User accounts give programs the ability to grant and prevent system access. Each account contains a user's personal and system-related information, such as a user ID and email address.

Hierarchy

All user accounts are initially assigned to the lowest-level parent organization in which they are created. This organization defines the data that he or she can view and manage. Each user account is associated with a user role(s) and a set of permissions.

A user can access data only for their assigned organization(s) and organizations lower in the hierarchy. 

  • School - The user can access only that school data.
  • District - The user can access district data, as well as data from the schools assigned to that district.

PearsonAccess Training versus Operational Site

User accounts use same login and password for both the training and operational sites. However, organization assignments apply only to the site in which the account was created.

An authorized user must assign the user account to an organization in the alternative site — even for organization access identical to that of the other site.

State Customer has an operational site and a training site. An administrator in State Customer creates a user account for Teacher User in the operational site and assigns that account to the Local School organization. Even though the Teacher User account automatically exists in the shared login system, Teacher User can use the organization assignment only in the operational site.

Why?
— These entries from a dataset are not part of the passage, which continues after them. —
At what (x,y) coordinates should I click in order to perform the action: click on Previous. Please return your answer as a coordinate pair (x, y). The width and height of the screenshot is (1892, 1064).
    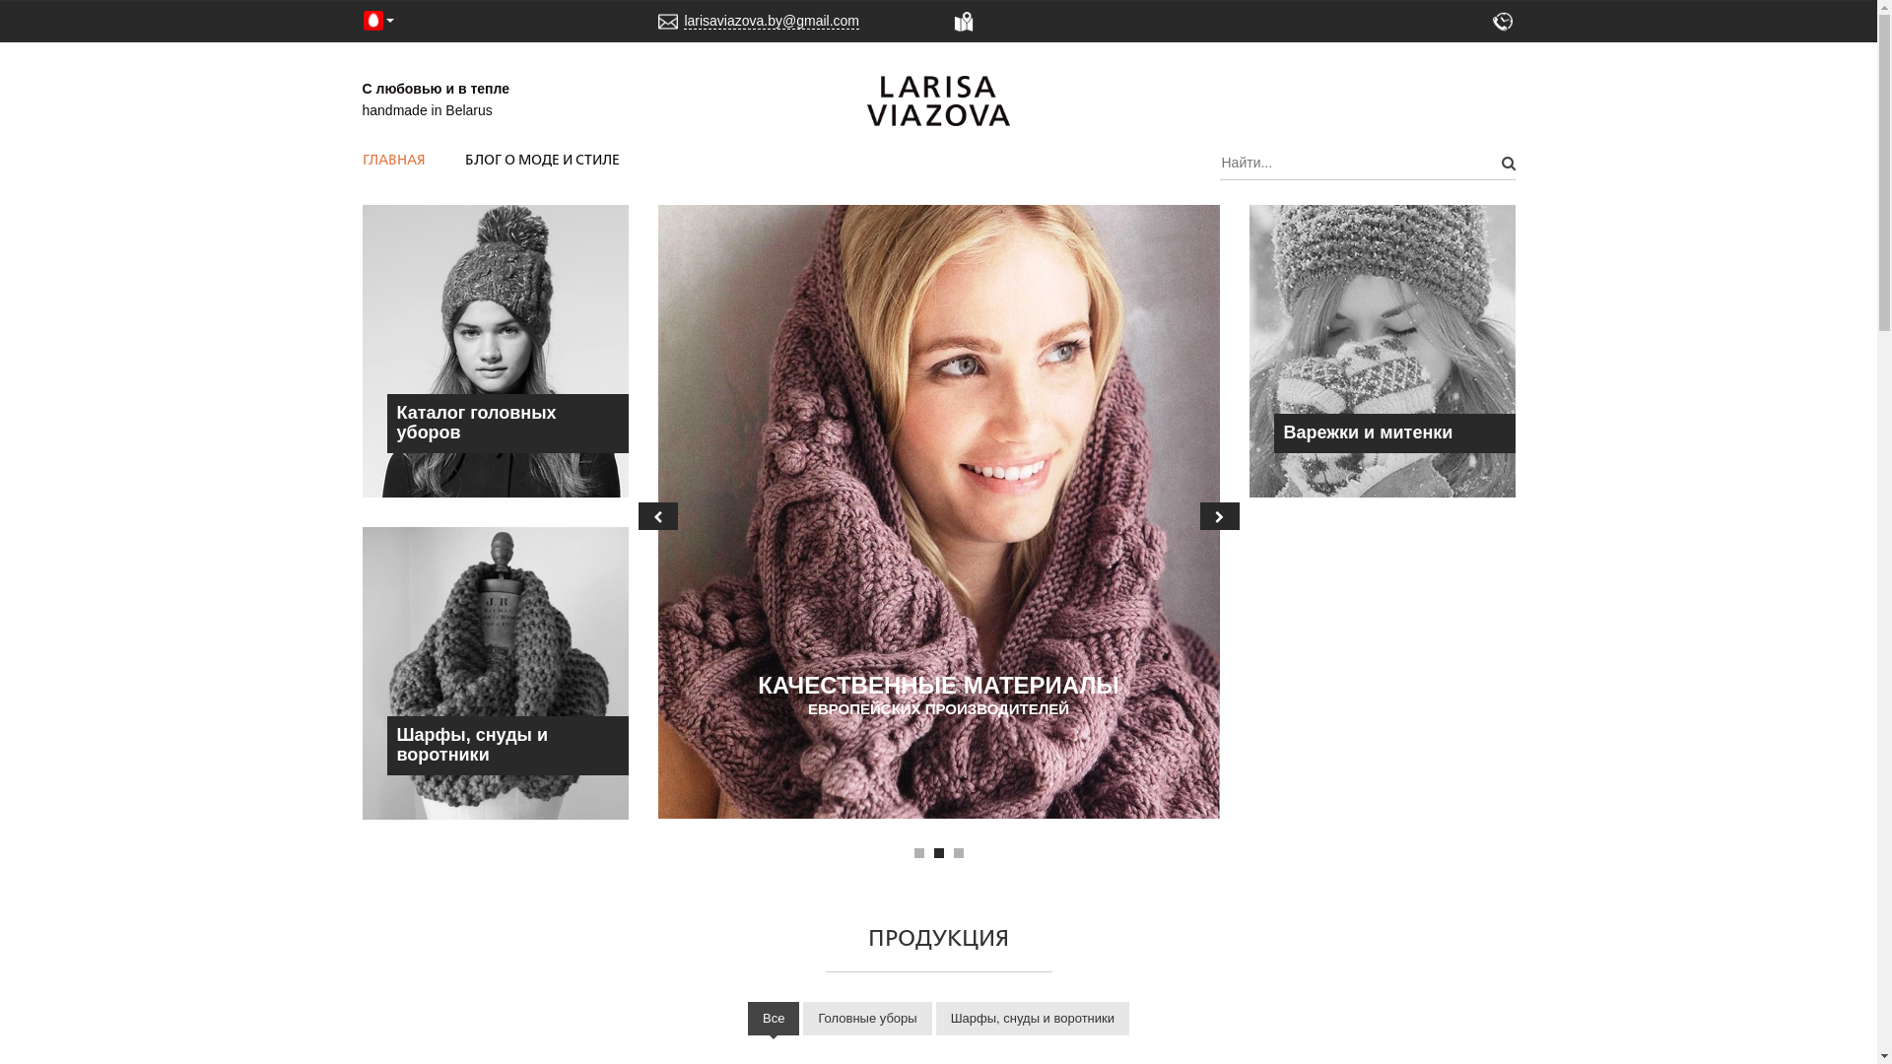
    Looking at the image, I should click on (658, 516).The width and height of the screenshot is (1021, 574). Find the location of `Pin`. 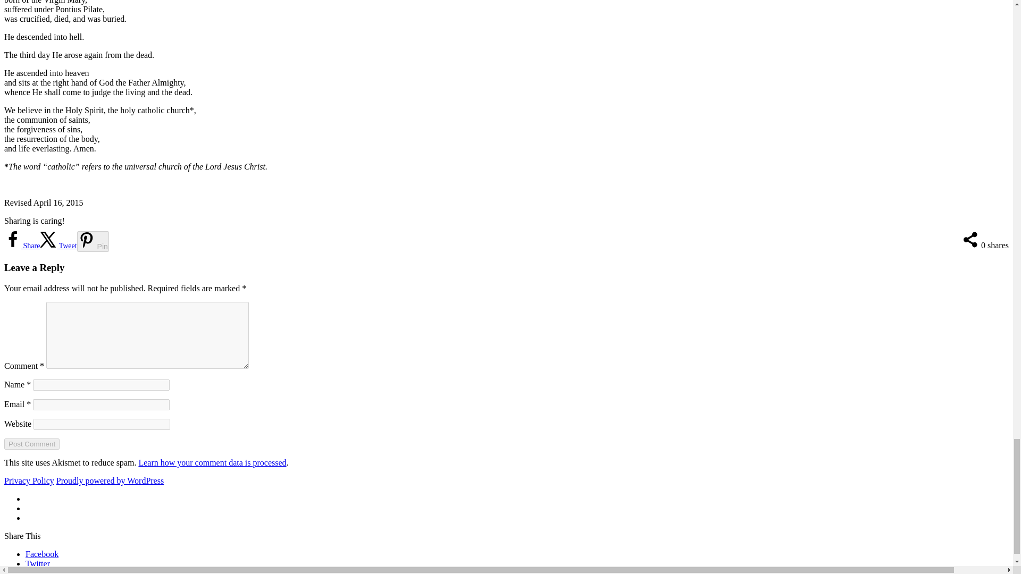

Pin is located at coordinates (93, 241).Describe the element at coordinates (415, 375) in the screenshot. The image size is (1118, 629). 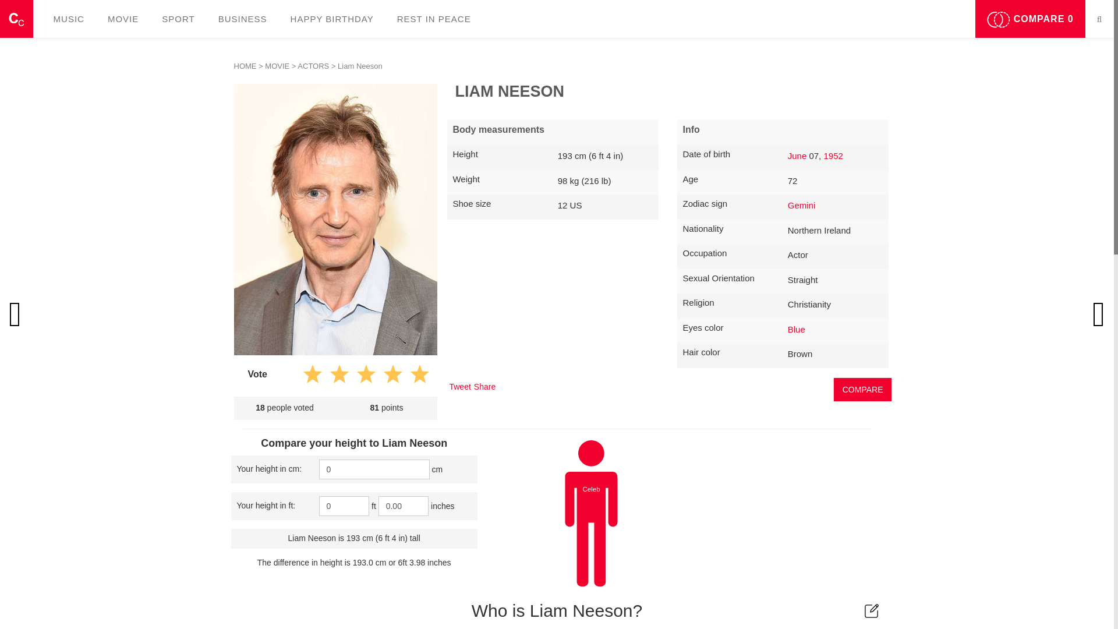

Because the two sites contain different data, stored in isolated locations, and Teacher User has not yet been assigned to an organization in the training site.

To grant organization access to the user account on both sites:

  1. Create and set up an account in one site.
  2. Log in to the other site.
  3. Type the user account name into the search field, and click Search.
  4. Type/select the rest of the user account data on the second site.

Data in the shared login system includes username, password, and related account metadata (such the last account access date and whether the account is active). This metadata  is not site-specific. the The shared login system stores metadata updates from both sites. For example, regardless of which site you most recently visited, the time and date of that log in appears the same. 

Other details are site-specific, such as the role and permissions assigned to the user account.